The Aryan brotherhood with ARF has, correspondingly, not been forgotten by the PKK. In 1985 and 1986, suspending its own terrorist activities, ARF sent specialists with explosives to PKK camps (Gaïdz Minassian, Guerre et terrorisme arméniens, Paris: Presses universitaires de France, 2002, p. 109). More recently, in December 2015, Kadir Akın, one of the founders of the current political representative of the PKK in Turkey, the Peoples' Democratic Party (HDP), explained that the ideology of this party is the same as ARF. As a result, it may be useful to give an idea of what this ideology is currently.
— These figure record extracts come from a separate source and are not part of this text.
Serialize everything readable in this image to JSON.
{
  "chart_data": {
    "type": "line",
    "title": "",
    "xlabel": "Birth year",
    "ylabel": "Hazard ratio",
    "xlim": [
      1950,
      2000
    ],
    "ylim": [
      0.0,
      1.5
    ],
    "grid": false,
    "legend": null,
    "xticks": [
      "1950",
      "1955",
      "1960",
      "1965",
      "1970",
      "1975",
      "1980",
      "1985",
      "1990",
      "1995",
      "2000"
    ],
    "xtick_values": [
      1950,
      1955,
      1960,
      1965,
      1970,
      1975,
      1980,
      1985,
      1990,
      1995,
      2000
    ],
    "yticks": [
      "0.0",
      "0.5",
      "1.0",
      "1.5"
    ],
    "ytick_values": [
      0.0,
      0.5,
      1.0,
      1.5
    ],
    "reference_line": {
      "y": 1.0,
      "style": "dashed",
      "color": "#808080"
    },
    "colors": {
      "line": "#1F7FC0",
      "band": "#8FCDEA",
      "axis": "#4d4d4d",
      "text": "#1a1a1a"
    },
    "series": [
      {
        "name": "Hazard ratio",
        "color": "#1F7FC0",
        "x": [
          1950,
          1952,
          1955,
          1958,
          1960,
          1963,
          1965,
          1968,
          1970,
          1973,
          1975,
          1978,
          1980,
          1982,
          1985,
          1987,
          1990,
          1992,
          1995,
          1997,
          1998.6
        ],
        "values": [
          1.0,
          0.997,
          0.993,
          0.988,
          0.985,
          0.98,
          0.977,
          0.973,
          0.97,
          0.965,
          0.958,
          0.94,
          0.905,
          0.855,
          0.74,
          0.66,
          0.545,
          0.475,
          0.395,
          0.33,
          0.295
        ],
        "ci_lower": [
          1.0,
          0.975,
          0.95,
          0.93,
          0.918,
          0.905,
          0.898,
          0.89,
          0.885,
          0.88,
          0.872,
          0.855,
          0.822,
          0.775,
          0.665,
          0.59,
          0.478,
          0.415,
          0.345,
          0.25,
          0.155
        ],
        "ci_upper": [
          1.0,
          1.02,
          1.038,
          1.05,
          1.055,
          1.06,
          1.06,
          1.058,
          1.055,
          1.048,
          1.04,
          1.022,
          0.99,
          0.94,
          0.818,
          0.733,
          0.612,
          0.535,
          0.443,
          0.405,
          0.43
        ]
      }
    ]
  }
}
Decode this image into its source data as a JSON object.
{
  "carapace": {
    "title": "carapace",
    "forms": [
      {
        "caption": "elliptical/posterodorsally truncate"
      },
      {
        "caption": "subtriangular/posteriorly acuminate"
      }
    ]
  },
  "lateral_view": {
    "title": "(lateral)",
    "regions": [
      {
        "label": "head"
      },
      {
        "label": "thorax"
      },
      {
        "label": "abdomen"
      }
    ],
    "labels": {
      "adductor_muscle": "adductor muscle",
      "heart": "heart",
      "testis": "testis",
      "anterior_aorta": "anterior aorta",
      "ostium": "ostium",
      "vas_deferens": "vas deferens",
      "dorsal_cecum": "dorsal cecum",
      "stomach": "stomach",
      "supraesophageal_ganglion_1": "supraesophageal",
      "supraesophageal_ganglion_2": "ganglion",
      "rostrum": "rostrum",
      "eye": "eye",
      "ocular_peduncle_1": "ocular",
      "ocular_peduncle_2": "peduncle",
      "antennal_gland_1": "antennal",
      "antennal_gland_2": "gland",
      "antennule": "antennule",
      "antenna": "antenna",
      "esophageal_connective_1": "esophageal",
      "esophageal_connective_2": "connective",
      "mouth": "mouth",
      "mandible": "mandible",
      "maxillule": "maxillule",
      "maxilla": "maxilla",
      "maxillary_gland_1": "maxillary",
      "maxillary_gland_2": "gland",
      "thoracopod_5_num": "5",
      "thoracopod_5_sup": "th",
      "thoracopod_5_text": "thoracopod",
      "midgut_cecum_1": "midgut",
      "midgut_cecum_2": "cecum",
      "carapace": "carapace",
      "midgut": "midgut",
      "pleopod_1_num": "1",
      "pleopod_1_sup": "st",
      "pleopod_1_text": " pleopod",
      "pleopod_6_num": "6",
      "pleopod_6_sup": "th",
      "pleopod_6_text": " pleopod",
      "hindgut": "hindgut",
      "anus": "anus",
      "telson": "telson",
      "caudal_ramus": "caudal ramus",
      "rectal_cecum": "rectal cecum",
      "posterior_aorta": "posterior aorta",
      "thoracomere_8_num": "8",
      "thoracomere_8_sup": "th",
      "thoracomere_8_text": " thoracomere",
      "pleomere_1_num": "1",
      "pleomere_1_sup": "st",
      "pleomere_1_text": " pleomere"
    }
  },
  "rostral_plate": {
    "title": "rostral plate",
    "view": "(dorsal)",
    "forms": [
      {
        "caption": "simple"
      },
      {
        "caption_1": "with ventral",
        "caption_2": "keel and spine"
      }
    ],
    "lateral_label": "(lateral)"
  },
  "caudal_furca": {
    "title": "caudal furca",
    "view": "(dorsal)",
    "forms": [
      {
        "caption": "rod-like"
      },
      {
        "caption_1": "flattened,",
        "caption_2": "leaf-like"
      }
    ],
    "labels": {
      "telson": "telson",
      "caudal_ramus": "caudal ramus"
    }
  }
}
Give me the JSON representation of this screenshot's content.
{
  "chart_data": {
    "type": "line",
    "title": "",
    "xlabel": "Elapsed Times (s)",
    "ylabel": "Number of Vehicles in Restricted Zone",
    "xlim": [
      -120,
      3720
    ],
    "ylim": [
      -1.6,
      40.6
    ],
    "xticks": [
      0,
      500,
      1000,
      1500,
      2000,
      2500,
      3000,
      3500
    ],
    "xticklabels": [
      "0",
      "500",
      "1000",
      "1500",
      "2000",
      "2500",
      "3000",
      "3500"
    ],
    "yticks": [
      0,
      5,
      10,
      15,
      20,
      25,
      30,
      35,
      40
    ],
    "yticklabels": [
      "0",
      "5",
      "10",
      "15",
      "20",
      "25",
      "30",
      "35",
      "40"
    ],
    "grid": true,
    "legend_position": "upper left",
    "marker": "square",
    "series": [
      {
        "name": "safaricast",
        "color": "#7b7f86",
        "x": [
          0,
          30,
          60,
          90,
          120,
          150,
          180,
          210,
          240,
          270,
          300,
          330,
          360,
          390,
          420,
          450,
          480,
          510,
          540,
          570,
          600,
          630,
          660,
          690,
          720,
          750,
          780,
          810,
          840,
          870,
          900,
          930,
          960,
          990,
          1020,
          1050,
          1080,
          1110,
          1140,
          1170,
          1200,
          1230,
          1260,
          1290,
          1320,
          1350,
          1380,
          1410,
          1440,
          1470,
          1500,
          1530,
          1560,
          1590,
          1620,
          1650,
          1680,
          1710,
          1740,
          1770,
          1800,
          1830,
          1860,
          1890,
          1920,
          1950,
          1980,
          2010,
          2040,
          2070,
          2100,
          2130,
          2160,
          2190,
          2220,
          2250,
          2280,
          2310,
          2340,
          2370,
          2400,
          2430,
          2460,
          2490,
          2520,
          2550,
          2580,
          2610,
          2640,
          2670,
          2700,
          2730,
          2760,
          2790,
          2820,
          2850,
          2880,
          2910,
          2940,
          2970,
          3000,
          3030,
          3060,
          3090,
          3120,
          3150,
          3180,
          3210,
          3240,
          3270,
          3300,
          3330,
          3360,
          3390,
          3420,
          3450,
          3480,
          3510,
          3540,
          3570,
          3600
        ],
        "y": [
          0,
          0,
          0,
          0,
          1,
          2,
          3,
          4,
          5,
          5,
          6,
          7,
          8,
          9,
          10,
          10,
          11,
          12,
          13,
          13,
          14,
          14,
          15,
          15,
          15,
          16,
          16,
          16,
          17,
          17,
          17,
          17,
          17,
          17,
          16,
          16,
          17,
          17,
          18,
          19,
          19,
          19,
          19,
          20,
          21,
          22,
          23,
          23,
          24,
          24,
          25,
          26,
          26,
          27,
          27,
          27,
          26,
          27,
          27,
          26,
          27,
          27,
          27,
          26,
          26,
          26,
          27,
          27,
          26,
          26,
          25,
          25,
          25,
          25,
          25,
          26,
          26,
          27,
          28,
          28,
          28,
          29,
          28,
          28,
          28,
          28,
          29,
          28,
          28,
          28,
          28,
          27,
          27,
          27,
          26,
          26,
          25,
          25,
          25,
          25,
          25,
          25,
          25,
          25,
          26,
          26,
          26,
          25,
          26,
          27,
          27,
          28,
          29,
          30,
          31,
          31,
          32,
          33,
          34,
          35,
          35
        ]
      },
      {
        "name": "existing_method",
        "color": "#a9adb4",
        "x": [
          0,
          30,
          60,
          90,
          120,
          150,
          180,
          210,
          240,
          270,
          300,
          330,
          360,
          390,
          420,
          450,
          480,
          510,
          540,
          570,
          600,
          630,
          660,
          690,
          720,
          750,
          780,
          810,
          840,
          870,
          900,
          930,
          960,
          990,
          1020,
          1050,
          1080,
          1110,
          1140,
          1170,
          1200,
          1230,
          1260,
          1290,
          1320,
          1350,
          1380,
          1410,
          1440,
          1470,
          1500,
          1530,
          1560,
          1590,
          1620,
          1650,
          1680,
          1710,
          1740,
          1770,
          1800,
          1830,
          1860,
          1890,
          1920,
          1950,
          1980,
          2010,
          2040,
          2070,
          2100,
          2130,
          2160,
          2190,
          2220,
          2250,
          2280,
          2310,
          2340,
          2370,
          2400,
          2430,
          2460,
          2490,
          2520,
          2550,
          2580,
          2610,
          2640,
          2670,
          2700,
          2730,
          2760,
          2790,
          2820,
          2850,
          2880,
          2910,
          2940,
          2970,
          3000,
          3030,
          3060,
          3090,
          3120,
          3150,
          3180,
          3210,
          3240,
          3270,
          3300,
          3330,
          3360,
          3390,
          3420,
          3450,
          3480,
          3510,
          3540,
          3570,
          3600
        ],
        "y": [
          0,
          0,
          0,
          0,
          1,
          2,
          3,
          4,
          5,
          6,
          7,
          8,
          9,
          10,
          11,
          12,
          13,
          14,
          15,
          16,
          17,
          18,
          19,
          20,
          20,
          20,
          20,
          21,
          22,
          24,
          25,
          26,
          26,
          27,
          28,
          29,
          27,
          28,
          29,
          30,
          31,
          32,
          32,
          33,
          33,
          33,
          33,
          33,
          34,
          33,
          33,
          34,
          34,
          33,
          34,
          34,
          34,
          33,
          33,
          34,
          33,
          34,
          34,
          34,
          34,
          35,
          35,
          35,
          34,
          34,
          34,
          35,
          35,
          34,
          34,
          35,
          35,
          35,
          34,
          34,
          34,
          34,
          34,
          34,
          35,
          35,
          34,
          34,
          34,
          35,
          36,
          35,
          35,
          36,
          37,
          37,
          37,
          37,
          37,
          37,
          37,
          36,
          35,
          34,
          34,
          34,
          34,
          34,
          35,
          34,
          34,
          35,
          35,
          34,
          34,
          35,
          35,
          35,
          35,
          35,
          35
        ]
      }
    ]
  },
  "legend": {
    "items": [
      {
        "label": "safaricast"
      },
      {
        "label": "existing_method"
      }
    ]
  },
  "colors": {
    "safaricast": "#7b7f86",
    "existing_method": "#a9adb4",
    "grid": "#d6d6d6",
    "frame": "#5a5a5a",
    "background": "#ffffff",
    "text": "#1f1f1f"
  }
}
In an editorial published online in October 2009 when he was still the main lobbyist of ARF for the European Union and the editor of the ARF newspaper in France, France-Arménie, Laurent Leylekian wrote: "Yes, bloody Turks are guilty. No matter what their good will, purposes or activities are, they are all guilty. From the newborn baby to the elderly about to die, from Islamist to Kemalist, from those coming from Sivas to Konya, from the religious to the atheist. As definitely guilty as Cain, toward the Armenians, toward themselves, toward history and toward humanity." The website was closed down in February 2011. Later, in 2014, he retweeted a ferociously anti-Semitic cartoon, and deleted the retweet without any apology or explanation, after I exposed him. The same year, an appeals court in Paris confirmed his conviction for defamation in another affair and ordered him to pay 9,500 euros to his victim, Sırma Oran-Martz, who is of Turkish origin, as it happens. This is the kind of ideas the "libertarian, peaceful" HDP claims today.